A Mississippi funeral home gave a frank reason for its refusal to handle the dead body of a man who was married to another man: It, allegedly, doesn’t “deal with their kind.”
The nephew of the same-sex couple had made all the arrangements. The Picayune Funeral Home would receive the body from the nursing home where Robert Huskey, who was 86 when he died, had been staying since he developed a serious heart disease. Since the Picayune Funeral Home had the only on-site crematorium in the county and was nearby (allowing a memorial luncheon), it seemed like the best option. The nephew and the funeral home reached a verbal agreement.
But after Huskey died in May 2016, the funeral home found out, through filed paperwork, that Huskey was married to Jack Zawadski, his partner of 52 years. According to a lawsuit filed by LGBTQ group Lambda Legal, that’s when the funeral pulled out.
“I felt as if all the air had been knocked out of me,” Zawadski said in a statement. “Bob was my life, and we had always felt so welcome in this community. And then, at a moment of such personal pain and loss, to have someone do what they did to me, to us, to Bob, I just couldn’t believe it. No one should be put through what we were put through.”
Because the nursing home didn’t have a morgue and therefore couldn’t hold the body, the family had to scramble to find another funeral home to hold Huskey’s body and then another funeral home — one 90 miles away — to handle the cremation. Due to the distance, the family couldn’t hold a memorial luncheon as originally planned.
Zawadski, with the help of Lambda, is now suing the Picayune Funeral Home, along with its parent company, Brewer Funeral Services, for breach of contract, intentional and negligent infliction of emotional distress, and negligent misrepresentation. (The funeral home has refused to comment to media, citing legal advice from an attorney.)
But here’s the shocking truth: The type of discrimination that the funeral home is engaging in is, in fact, legal in most states across the US. Most states and the federal government don’t have any laws that explicitly ban anti-LGBTQ discrimination in any setting, creating a situation in which a funeral home can refuse to service a same-sex couple just because of their sexual orientation.
Anti-LGBTQ discrimination isn’t explicitly illegal in most states
As it stands, most states and the federal government lack explicit nondiscrimination laws for LGBTQ people in the workplace, housing, public accommodations (restaurants, hotels, funeral homes, and other places that serve the public), and school. This means that a person can be fired from a job, evicted from a home, kicked out of a business, or denied the right school bathroom just because an employer, landlord, business owner, or principal doesn’t approve of the person’s sexual orientation or gender identity.
Civil rights laws, going back to the 1960s at the federal level, prohibit discrimination based on race, color, religion, sex, or national origin in all or some these settings. But these laws haven’t been expanded to explicitly include sexual orientation or gender identity in most of America.
Some advocates argue that federal law should already protect LGBTQ people. They say that bans on sex discrimination, which exist under federal law, should cover LGBTQ people, because discrimination against people based on their sexual orientation or gender identity is fundamentally rooted in sex. For example, if someone discriminates against a gay man, that’s largely based on the expectation that a man should only love or have sex with a woman — a belief built on the idea of what a person of a certain sex should be like.
But not all courts have legally validated this argument. And even if they did, it would not apply nationwide to public accommodations, because federal law doesn’t ban sex discrimination in public accommodations.
So for the time being, LGBTQ people aren’t explicitly protected under the law in most states. And that allows cases like Zawadski and Huskey’s to happen over and over again.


> About this exercise: Below are records with pictures in them. Transcribe everything from the line containing "Image is 868x431 pixels." down to the line containing "Image is 643x314 pixels.", exactly, and leave the pictures behind.

Entries shown START

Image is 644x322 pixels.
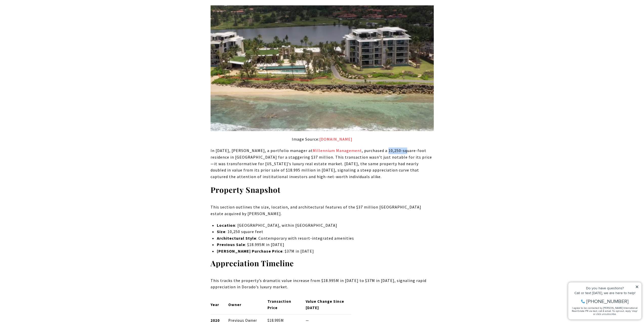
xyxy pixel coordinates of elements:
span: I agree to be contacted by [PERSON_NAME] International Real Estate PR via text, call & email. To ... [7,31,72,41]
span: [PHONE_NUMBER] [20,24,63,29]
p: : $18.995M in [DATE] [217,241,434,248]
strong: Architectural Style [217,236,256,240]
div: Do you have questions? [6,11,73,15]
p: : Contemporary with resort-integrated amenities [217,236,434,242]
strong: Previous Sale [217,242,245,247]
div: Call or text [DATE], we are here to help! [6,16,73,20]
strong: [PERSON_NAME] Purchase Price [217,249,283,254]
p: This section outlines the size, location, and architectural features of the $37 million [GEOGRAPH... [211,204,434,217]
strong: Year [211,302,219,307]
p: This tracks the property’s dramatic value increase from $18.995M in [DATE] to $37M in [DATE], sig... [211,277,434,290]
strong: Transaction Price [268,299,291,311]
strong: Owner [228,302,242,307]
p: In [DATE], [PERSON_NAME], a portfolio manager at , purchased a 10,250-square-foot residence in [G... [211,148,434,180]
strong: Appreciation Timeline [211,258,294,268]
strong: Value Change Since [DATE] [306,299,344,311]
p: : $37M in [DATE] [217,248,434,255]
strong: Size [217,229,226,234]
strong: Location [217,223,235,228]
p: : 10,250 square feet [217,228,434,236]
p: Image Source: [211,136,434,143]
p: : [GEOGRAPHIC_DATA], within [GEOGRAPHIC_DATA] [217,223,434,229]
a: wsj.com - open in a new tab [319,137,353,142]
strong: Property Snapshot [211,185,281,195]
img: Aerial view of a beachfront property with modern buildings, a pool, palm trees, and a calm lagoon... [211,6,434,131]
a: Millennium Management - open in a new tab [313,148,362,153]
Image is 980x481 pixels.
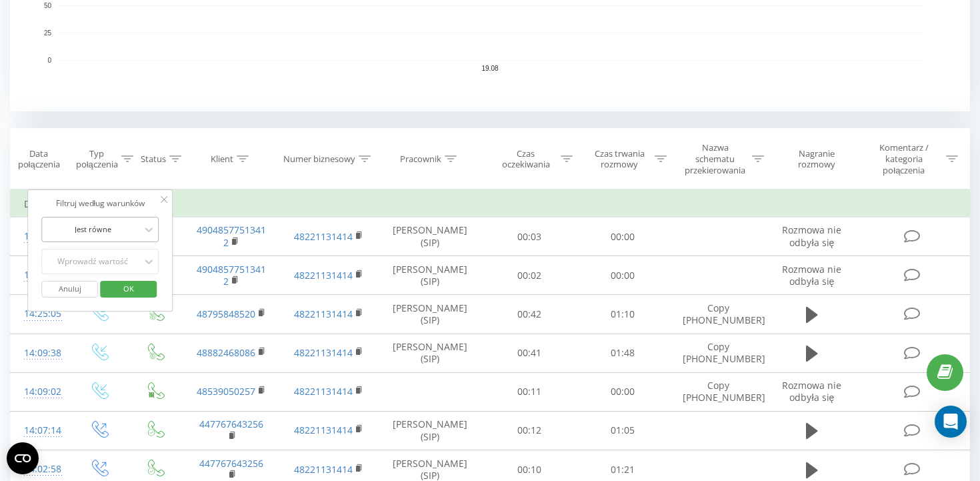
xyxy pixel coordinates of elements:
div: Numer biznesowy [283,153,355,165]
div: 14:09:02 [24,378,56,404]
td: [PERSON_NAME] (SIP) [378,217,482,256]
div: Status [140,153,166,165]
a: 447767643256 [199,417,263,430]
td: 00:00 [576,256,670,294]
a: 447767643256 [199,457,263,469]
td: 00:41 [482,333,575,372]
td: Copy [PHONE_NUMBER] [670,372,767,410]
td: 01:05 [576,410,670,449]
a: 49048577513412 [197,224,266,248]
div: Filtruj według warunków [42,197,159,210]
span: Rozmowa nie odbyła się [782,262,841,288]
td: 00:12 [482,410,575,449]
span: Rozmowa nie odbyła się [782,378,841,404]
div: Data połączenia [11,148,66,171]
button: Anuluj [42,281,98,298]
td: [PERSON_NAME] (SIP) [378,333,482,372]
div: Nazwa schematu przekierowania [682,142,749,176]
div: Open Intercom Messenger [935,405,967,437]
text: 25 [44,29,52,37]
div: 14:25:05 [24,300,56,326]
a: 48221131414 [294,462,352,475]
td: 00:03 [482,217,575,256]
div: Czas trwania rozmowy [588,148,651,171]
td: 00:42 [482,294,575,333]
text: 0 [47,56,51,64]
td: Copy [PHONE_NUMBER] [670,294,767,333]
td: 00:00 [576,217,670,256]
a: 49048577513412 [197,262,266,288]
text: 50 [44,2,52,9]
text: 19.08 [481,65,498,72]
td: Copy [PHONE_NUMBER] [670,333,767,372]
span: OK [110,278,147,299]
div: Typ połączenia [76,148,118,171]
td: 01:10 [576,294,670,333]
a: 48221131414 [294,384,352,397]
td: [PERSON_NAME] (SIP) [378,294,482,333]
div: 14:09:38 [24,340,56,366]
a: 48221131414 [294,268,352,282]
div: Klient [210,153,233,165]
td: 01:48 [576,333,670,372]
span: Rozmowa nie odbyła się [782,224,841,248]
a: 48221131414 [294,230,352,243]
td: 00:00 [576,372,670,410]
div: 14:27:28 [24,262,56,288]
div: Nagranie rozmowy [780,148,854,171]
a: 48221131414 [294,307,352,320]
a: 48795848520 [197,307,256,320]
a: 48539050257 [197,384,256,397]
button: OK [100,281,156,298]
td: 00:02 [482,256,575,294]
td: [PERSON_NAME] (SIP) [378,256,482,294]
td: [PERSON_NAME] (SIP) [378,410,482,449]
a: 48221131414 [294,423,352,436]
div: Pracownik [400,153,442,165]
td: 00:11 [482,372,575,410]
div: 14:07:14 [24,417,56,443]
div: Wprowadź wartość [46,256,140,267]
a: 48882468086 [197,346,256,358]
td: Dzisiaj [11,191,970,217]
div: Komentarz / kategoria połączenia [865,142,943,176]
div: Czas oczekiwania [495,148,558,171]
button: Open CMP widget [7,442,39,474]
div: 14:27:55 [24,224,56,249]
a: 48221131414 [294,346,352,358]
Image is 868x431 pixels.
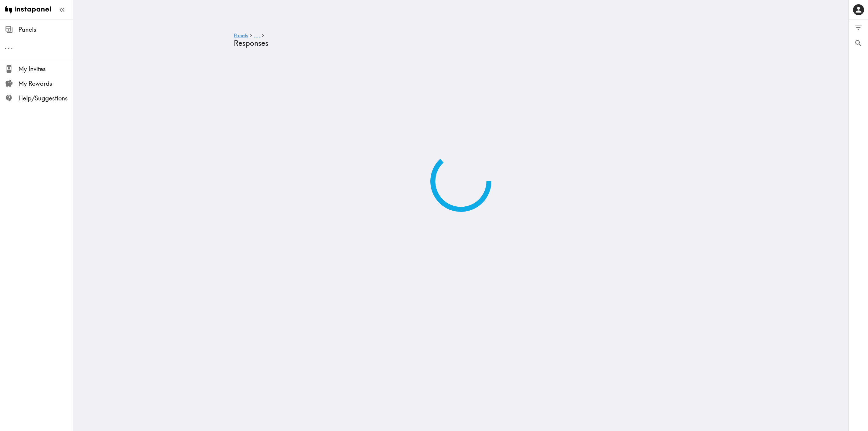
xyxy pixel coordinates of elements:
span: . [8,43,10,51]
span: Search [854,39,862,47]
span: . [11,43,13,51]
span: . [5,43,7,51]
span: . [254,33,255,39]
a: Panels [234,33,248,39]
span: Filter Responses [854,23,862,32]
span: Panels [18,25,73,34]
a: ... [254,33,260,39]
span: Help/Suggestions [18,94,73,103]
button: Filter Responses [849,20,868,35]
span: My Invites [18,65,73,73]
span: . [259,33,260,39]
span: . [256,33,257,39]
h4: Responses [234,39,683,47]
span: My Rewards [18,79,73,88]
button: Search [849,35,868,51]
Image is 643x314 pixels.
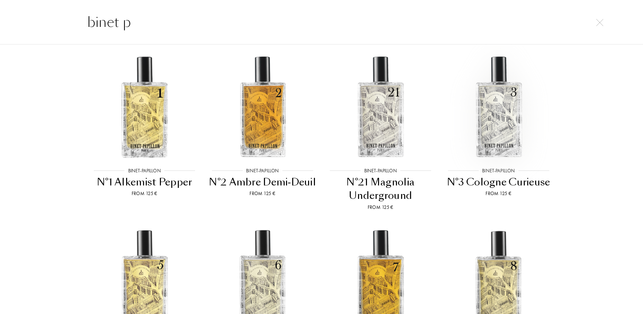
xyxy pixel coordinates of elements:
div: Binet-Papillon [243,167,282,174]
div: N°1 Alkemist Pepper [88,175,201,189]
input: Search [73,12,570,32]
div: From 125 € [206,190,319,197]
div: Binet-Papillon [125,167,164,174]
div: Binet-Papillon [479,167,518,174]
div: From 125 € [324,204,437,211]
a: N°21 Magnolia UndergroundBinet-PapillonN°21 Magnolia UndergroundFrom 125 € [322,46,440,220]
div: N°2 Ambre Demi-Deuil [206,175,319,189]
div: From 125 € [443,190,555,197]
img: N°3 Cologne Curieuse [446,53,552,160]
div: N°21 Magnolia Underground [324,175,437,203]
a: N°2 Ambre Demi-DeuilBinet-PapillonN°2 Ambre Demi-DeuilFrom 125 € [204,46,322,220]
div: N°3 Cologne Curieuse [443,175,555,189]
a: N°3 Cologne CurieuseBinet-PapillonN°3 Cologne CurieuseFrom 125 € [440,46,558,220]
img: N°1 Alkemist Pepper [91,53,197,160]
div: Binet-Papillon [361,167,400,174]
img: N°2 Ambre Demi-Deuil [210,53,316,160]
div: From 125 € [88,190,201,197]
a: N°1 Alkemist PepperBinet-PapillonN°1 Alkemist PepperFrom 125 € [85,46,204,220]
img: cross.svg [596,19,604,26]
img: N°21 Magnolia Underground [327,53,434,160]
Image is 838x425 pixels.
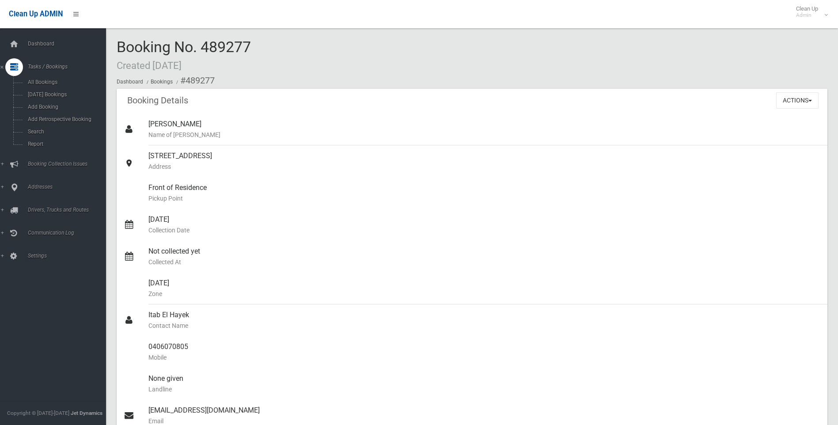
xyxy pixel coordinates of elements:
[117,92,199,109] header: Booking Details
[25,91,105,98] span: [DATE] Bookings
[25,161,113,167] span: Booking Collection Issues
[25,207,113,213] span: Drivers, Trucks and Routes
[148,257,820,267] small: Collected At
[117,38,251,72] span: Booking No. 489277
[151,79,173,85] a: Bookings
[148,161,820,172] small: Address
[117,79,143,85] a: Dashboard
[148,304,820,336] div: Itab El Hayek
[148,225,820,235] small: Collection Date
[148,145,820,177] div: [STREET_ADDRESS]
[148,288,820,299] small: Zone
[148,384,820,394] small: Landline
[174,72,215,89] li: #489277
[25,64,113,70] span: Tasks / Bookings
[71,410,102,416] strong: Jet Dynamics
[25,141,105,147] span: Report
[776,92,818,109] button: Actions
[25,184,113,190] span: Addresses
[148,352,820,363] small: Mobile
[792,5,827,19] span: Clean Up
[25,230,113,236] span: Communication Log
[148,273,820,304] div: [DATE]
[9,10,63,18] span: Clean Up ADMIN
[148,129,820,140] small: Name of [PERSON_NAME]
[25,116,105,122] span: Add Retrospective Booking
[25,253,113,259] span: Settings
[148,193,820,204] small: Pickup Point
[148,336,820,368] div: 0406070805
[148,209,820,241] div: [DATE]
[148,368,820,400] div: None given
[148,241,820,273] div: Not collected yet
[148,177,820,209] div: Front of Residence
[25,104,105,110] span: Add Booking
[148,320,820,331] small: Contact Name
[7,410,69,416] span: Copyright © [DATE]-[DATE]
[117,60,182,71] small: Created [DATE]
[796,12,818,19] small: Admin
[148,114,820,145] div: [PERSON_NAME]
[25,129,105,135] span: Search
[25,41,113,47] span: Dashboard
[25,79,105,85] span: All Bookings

Entries shown END

> Task output:
Image is 868x431 pixels.
xyxy pixel coordinates of elements:
span: . [8,43,10,51]
span: Search [854,39,862,47]
span: . [11,43,13,51]
span: . [5,43,7,51]
span: . [254,33,255,39]
a: Panels [234,33,248,39]
span: Filter Responses [854,23,862,32]
span: Panels [18,25,73,34]
a: ... [254,33,260,39]
span: Help/Suggestions [18,94,73,103]
button: Filter Responses [849,20,868,35]
span: My Invites [18,65,73,73]
span: . [259,33,260,39]
span: . [256,33,257,39]
h4: Responses [234,39,683,47]
span: My Rewards [18,79,73,88]
button: Search [849,35,868,51]
Image is 643x314 pixels.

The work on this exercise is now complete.